The Deserted Village
Hi
I know this is probably the rong place to try but here goes anyway. I am trying to find a poem I read in school in Scotland. It was about a Hawthorne tree and a babbling brook. I cant remember the author or title, ( big help). It is quite important as my mother in law read the same poem and loved it but she is very poorly at the moment and I would love to find it for her. so if there are any old or new English teachers out there that can help I would be very grateful. Thanks anyway.
Lorna
I am in the U.S. I collect children's poetry books and have several old ones. So if someone has a clue to the title and can't locate it online, I'd be glad to try and find it.

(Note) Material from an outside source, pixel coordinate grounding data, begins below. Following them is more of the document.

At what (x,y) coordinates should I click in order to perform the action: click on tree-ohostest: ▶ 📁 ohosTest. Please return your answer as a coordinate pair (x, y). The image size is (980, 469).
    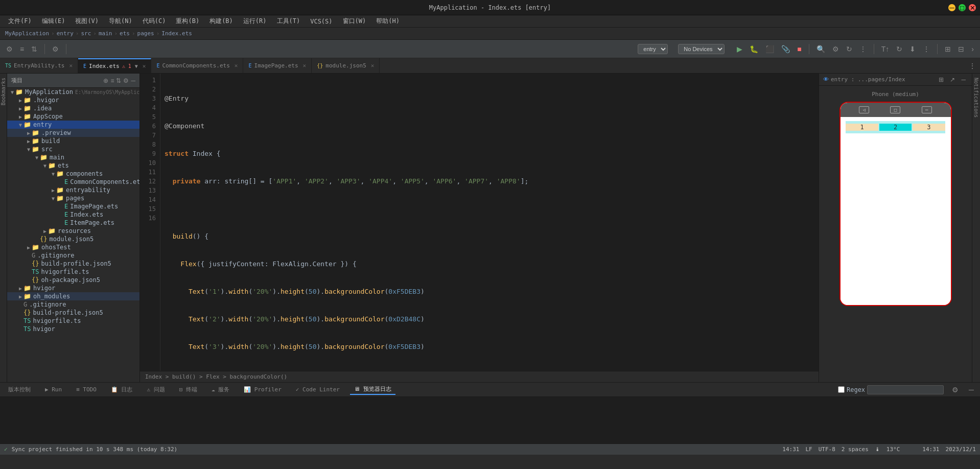
    Looking at the image, I should click on (74, 247).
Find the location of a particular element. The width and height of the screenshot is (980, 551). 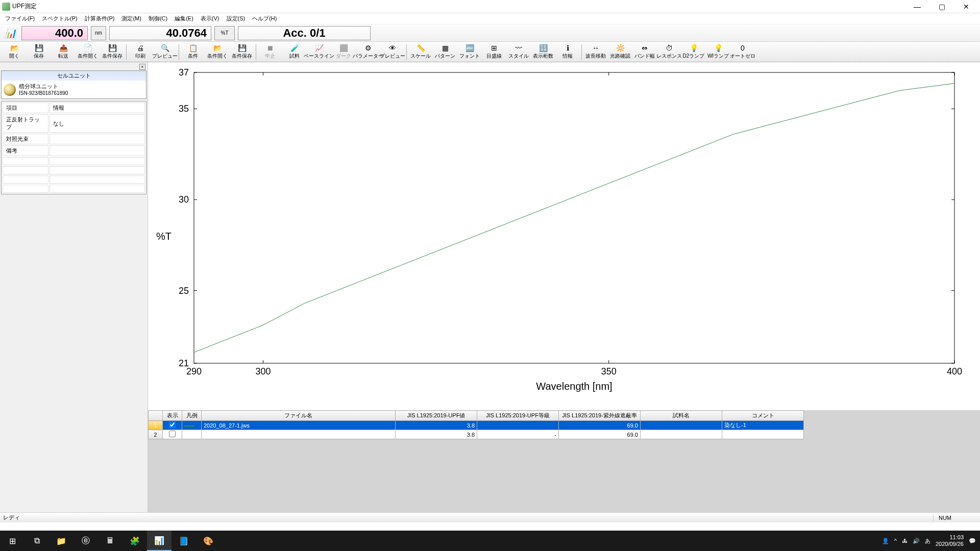

table-header: コメント is located at coordinates (763, 416).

Here's a babbling brook but no hawthorn!
The Brook by Alfred Lord Tennyson (1809-1892)I come from haunts of coot and hern,
I make a sudden sally
And sparkle out among the fern,
To bicker down a valley.By thirty hills I hurry down,
Or slip between the ridges,
By twenty thorpes, a little town,
And half a hundred bridges.Till last by Philip's farm I flow
To join the brimming river,
For men may come and men may go,
But I go on for ever.I chatter over stony ways,
In little sharps and trebles,
I bubble into eddying bays,
I babble on the pebbles.With many a curve my banks I fret
By many a field and fallow,
And many a fairy foreland set
With willow-weed and mallow.I chatter, chatter, as I flow
To join the brimming river,
For men may come and men may go,
But I go on for ever.I wind about, and in and out,
With here a blossom sailing,
And here and there a lusty trout,
And here and there a grayling,And here and there a foamy flake
Upon me, as I travel
With many a silvery waterbreak
Above the golden gravel,And draw them all along, and flow
To join the brimming river
For men may come and men may go,
But I go on for ever.I steal by lawns and grassy plots,
I slide by hazel covers;
I move the sweet forget-me-nots
That grow for happy lovers.I slip, I slide, I gloom, I glance,
Among my skimming swallows;
I make the netted sunbeam dance
Against my sandy shallows.I murmur under moon and stars
In brambly wildernesses;
I linger by my shingly bars;
I loiter round my cresses;And out again I curve and flow
To join the brimming river,
For men may come and men may go,
But I go on for ever.From The Deserted Village by Oliver Goldsmith
Sweet Auburn! loveliest village of the plain,
Where health and plenty cheered the labouring swain,
Where smiling spring its earliest visits paid,
And parting summer's lingering blooms delayed:
Dear lovely bowers of innocence and ease,
Seats of my youth, where every sport could please,
How often have I loitered o'er your green,
Where humble happiness endeared each scene;
How often have I paused on every charm,
The sheltered cot, the cultivated farm,
The never-failing brook, the busy mill,
The decent church that topped the neighbouring hill,
The hawthorn bush, with seats beneath the shade,
For talking age and whispering lovers made;
I wonder if Ms. Cooper is going to come back and tell us if that's the one.